All the entries that follow are to be returned exactly.

[Information shown]

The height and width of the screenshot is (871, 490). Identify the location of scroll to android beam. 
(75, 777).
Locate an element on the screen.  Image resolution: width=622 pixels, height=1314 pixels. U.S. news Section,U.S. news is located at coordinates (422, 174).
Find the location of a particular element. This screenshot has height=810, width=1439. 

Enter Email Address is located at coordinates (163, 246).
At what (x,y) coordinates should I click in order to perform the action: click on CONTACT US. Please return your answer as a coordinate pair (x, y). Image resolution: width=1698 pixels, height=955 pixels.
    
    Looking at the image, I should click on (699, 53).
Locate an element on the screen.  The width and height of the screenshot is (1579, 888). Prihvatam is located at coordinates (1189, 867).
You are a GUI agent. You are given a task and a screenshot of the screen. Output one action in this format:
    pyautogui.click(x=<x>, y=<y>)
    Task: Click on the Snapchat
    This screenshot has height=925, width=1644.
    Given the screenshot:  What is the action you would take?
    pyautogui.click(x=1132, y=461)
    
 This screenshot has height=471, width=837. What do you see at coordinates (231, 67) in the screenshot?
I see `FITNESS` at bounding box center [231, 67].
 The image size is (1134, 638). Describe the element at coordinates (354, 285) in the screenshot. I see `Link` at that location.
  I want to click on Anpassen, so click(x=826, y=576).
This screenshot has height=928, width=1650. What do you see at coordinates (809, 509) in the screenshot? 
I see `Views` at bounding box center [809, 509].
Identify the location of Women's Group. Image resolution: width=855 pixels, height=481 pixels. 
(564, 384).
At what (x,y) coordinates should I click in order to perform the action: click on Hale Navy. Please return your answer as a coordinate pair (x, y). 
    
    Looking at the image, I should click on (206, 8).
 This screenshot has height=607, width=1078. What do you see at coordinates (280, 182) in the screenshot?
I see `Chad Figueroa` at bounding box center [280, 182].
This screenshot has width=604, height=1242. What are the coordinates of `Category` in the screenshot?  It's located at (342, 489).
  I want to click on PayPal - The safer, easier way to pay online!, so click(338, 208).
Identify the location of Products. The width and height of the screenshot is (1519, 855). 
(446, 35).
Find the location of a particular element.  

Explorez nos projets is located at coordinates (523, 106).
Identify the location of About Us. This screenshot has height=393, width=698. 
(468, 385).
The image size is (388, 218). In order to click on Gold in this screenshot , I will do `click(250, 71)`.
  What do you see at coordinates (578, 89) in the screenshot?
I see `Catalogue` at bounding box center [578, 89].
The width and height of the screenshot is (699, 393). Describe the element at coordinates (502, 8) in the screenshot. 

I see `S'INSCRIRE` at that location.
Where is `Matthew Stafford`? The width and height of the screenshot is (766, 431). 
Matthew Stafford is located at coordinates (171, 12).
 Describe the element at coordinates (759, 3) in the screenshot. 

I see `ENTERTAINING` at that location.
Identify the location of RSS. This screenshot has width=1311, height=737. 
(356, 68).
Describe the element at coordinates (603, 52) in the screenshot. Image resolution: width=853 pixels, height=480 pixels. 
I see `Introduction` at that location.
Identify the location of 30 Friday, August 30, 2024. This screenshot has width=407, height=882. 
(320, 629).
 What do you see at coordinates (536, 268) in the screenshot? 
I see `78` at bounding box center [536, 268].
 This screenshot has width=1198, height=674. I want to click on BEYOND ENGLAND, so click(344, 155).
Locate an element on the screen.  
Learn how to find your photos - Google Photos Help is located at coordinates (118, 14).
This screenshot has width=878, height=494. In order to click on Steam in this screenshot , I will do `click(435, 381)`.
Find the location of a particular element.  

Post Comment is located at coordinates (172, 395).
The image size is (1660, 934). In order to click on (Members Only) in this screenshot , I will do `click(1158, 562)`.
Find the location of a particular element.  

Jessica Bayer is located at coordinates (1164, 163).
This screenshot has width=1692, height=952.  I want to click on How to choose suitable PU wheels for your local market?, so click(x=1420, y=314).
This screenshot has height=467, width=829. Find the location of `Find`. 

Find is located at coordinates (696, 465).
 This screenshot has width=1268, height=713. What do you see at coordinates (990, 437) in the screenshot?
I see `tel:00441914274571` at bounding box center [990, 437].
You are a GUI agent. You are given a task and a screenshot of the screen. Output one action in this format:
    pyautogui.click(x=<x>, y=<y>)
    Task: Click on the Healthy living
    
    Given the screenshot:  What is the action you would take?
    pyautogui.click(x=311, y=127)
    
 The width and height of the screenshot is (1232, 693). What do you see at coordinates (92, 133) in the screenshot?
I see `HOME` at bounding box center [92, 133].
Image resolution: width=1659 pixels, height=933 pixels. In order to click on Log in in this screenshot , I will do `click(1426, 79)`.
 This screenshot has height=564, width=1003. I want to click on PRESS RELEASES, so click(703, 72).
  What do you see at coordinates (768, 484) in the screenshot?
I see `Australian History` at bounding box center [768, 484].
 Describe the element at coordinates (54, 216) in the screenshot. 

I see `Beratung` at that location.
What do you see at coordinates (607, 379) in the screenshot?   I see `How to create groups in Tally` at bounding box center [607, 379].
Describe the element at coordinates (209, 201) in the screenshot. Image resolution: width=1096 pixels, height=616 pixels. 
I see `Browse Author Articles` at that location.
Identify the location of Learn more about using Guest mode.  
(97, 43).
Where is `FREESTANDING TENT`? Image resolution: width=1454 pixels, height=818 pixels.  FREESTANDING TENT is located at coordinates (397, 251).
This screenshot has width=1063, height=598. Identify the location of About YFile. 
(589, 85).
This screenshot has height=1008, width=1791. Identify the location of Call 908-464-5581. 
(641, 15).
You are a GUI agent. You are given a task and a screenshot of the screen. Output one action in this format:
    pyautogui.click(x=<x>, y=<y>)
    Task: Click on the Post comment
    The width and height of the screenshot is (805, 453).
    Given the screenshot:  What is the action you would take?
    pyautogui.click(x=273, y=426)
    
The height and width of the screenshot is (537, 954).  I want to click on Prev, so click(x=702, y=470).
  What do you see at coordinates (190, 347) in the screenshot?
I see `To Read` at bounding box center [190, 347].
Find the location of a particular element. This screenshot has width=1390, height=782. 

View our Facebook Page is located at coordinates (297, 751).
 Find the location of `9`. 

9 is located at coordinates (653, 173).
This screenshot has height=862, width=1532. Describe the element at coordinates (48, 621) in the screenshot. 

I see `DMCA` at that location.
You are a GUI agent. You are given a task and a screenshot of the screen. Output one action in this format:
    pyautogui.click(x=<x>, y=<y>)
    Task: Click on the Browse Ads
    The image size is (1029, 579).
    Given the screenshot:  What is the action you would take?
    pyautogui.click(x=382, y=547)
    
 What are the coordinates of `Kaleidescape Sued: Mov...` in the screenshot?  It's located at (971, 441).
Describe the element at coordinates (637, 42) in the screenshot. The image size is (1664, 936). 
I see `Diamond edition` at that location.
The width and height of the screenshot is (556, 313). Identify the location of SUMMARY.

[/Information shown]

## Answer area
The height and width of the screenshot is (871, 490). Identify the location of scroll to android beam. 
(75, 777).
Locate an element on the screen.  Image resolution: width=622 pixels, height=1314 pixels. U.S. news Section,U.S. news is located at coordinates (422, 174).
Find the location of a particular element. This screenshot has height=810, width=1439. 

Enter Email Address is located at coordinates (163, 246).
At what (x,y) coordinates should I click in order to perform the action: click on CONTACT US. Please return your answer as a coordinate pair (x, y). Image resolution: width=1698 pixels, height=955 pixels.
    
    Looking at the image, I should click on (699, 53).
Locate an element on the screen.  The width and height of the screenshot is (1579, 888). Prihvatam is located at coordinates (1189, 867).
You are a GUI agent. You are given a task and a screenshot of the screen. Output one action in this format:
    pyautogui.click(x=<x>, y=<y>)
    Task: Click on the Snapchat
    This screenshot has height=925, width=1644.
    Given the screenshot:  What is the action you would take?
    pyautogui.click(x=1132, y=461)
    
 This screenshot has height=471, width=837. What do you see at coordinates (231, 67) in the screenshot?
I see `FITNESS` at bounding box center [231, 67].
 The image size is (1134, 638). Describe the element at coordinates (354, 285) in the screenshot. I see `Link` at that location.
  I want to click on Anpassen, so click(x=826, y=576).
This screenshot has height=928, width=1650. What do you see at coordinates (809, 509) in the screenshot? 
I see `Views` at bounding box center [809, 509].
Identify the location of Women's Group. Image resolution: width=855 pixels, height=481 pixels. 
(564, 384).
At what (x,y) coordinates should I click in order to perform the action: click on Hale Navy. Please return your answer as a coordinate pair (x, y). 
    
    Looking at the image, I should click on (206, 8).
 This screenshot has height=607, width=1078. What do you see at coordinates (280, 182) in the screenshot?
I see `Chad Figueroa` at bounding box center [280, 182].
This screenshot has width=604, height=1242. What are the coordinates of `Category` in the screenshot?  It's located at (342, 489).
  I want to click on PayPal - The safer, easier way to pay online!, so click(338, 208).
Identify the location of Products. The width and height of the screenshot is (1519, 855). 
(446, 35).
Find the location of a particular element.  

Explorez nos projets is located at coordinates (523, 106).
Identify the location of About Us. This screenshot has height=393, width=698. 
(468, 385).
The image size is (388, 218). In order to click on Gold in this screenshot , I will do `click(250, 71)`.
  What do you see at coordinates (578, 89) in the screenshot?
I see `Catalogue` at bounding box center [578, 89].
The width and height of the screenshot is (699, 393). Describe the element at coordinates (502, 8) in the screenshot. 

I see `S'INSCRIRE` at that location.
Where is `Matthew Stafford`? The width and height of the screenshot is (766, 431). 
Matthew Stafford is located at coordinates (171, 12).
 Describe the element at coordinates (759, 3) in the screenshot. 

I see `ENTERTAINING` at that location.
Identify the location of RSS. This screenshot has width=1311, height=737. 
(356, 68).
Describe the element at coordinates (603, 52) in the screenshot. Image resolution: width=853 pixels, height=480 pixels. 
I see `Introduction` at that location.
Identify the location of 30 Friday, August 30, 2024. This screenshot has width=407, height=882. 
(320, 629).
 What do you see at coordinates (536, 268) in the screenshot? 
I see `78` at bounding box center [536, 268].
 This screenshot has width=1198, height=674. I want to click on BEYOND ENGLAND, so click(344, 155).
Locate an element on the screen.  
Learn how to find your photos - Google Photos Help is located at coordinates (118, 14).
This screenshot has width=878, height=494. In order to click on Steam in this screenshot , I will do `click(435, 381)`.
Find the location of a particular element.  

Post Comment is located at coordinates (172, 395).
The image size is (1660, 934). In order to click on (Members Only) in this screenshot , I will do `click(1158, 562)`.
Find the location of a particular element.  

Jessica Bayer is located at coordinates (1164, 163).
This screenshot has width=1692, height=952.  I want to click on How to choose suitable PU wheels for your local market?, so click(x=1420, y=314).
This screenshot has height=467, width=829. Find the location of `Find`. 

Find is located at coordinates (696, 465).
 This screenshot has width=1268, height=713. What do you see at coordinates (990, 437) in the screenshot?
I see `tel:00441914274571` at bounding box center [990, 437].
You are a GUI agent. You are given a task and a screenshot of the screen. Output one action in this format:
    pyautogui.click(x=<x>, y=<y>)
    Task: Click on the Healthy living
    
    Given the screenshot:  What is the action you would take?
    pyautogui.click(x=311, y=127)
    
 The width and height of the screenshot is (1232, 693). What do you see at coordinates (92, 133) in the screenshot?
I see `HOME` at bounding box center [92, 133].
Image resolution: width=1659 pixels, height=933 pixels. In order to click on Log in in this screenshot , I will do `click(1426, 79)`.
 This screenshot has height=564, width=1003. I want to click on PRESS RELEASES, so click(703, 72).
  What do you see at coordinates (768, 484) in the screenshot?
I see `Australian History` at bounding box center [768, 484].
 Describe the element at coordinates (54, 216) in the screenshot. 

I see `Beratung` at that location.
What do you see at coordinates (607, 379) in the screenshot?   I see `How to create groups in Tally` at bounding box center [607, 379].
Describe the element at coordinates (209, 201) in the screenshot. Image resolution: width=1096 pixels, height=616 pixels. 
I see `Browse Author Articles` at that location.
Identify the location of Learn more about using Guest mode.  
(97, 43).
Where is `FREESTANDING TENT`? Image resolution: width=1454 pixels, height=818 pixels.  FREESTANDING TENT is located at coordinates (397, 251).
This screenshot has width=1063, height=598. Identify the location of About YFile. 
(589, 85).
This screenshot has height=1008, width=1791. Identify the location of Call 908-464-5581. 
(641, 15).
You are a GUI agent. You are given a task and a screenshot of the screen. Output one action in this format:
    pyautogui.click(x=<x>, y=<y>)
    Task: Click on the Post comment
    The width and height of the screenshot is (805, 453).
    Given the screenshot:  What is the action you would take?
    pyautogui.click(x=273, y=426)
    
The height and width of the screenshot is (537, 954).  I want to click on Prev, so click(x=702, y=470).
  What do you see at coordinates (190, 347) in the screenshot?
I see `To Read` at bounding box center [190, 347].
Find the location of a particular element. This screenshot has width=1390, height=782. 

View our Facebook Page is located at coordinates (297, 751).
 Find the location of `9`. 

9 is located at coordinates (653, 173).
This screenshot has height=862, width=1532. Describe the element at coordinates (48, 621) in the screenshot. 

I see `DMCA` at that location.
You are a GUI agent. You are given a task and a screenshot of the screen. Output one action in this format:
    pyautogui.click(x=<x>, y=<y>)
    Task: Click on the Browse Ads
    The image size is (1029, 579).
    Given the screenshot:  What is the action you would take?
    pyautogui.click(x=382, y=547)
    
 What are the coordinates of `Kaleidescape Sued: Mov...` in the screenshot?  It's located at (971, 441).
Describe the element at coordinates (637, 42) in the screenshot. The image size is (1664, 936). 
I see `Diamond edition` at that location.
The width and height of the screenshot is (556, 313). Identify the location of SUMMARY.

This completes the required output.